In the 1930s, spectators at golf tournaments were allowed to sprint on to the green and try to grab the ball after the final putt of the game. The clip above, from the 1937 PGA Championship, shows fans muscling in to get their hands on three-time major champion Denny Shute’s ball after his winning shot.

Photography

Federico Italiano has compiled a series of photos depicting the “unintentional dystopian beauty of oil rigs”. They include Norway’s Troll A, Draugen, Brage and Heidrun platforms; Franklin Field out in the North Sea; and Russia’s Berkut platform, the largest oil rig in the world, specially designed for the harsh subarctic conditions found in the Sea of Okhotsk.

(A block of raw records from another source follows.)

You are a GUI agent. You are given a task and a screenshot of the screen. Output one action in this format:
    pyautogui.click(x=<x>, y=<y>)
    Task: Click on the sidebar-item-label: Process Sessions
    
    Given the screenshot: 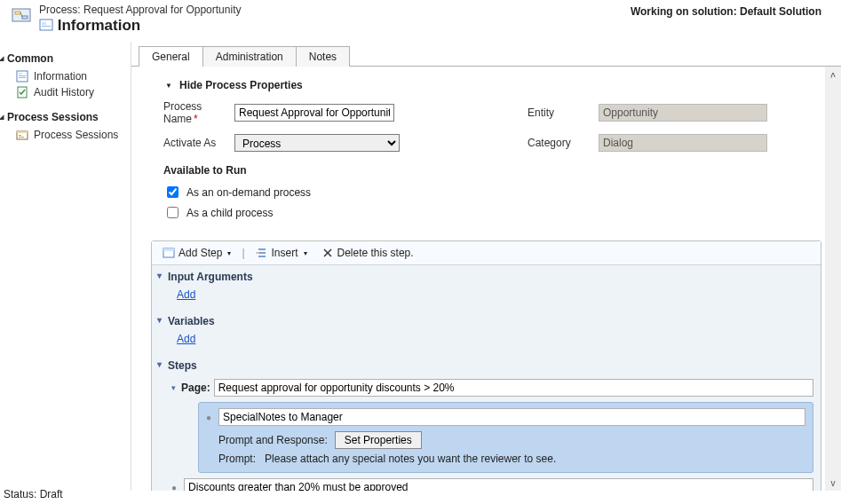 What is the action you would take?
    pyautogui.click(x=76, y=135)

See the rest here.

Noted

Employees at The Sunday Times received an urgent email this week, says The Fence. “Samples of the ‘world’s most expensive chocolate’, which are needed for an article, have gone missing from the fridge,” it read. “If anyone has them please return ASAP – their value speaks for itself.” The message went on to remind staff, rather ominously, that “the office does have CCTV if required”. So far, no culprit has been identified.

Snapshot

It’s a lamb that Scottish police found on the back seat of a car alongside £10,000 worth of drugs and a bag of chips. Officers pulled over the vehicle near Glasgow on Saturday night and PD Billy, a sniffer dog, snuffled out £7,000-worth of cocaine and £3,000 of heroin. Two men in their 50s were charged with drug offences, and the unfortunate ungulate is now in the care of a local farmer. Police Scotland say “enquiries are continuing to establish how it ended up in the car”.

Quoted

quoted 27.4.23

“I take care to only travel on Italian ships. In the event of disaster, there is none of that nonsense about women and children first.”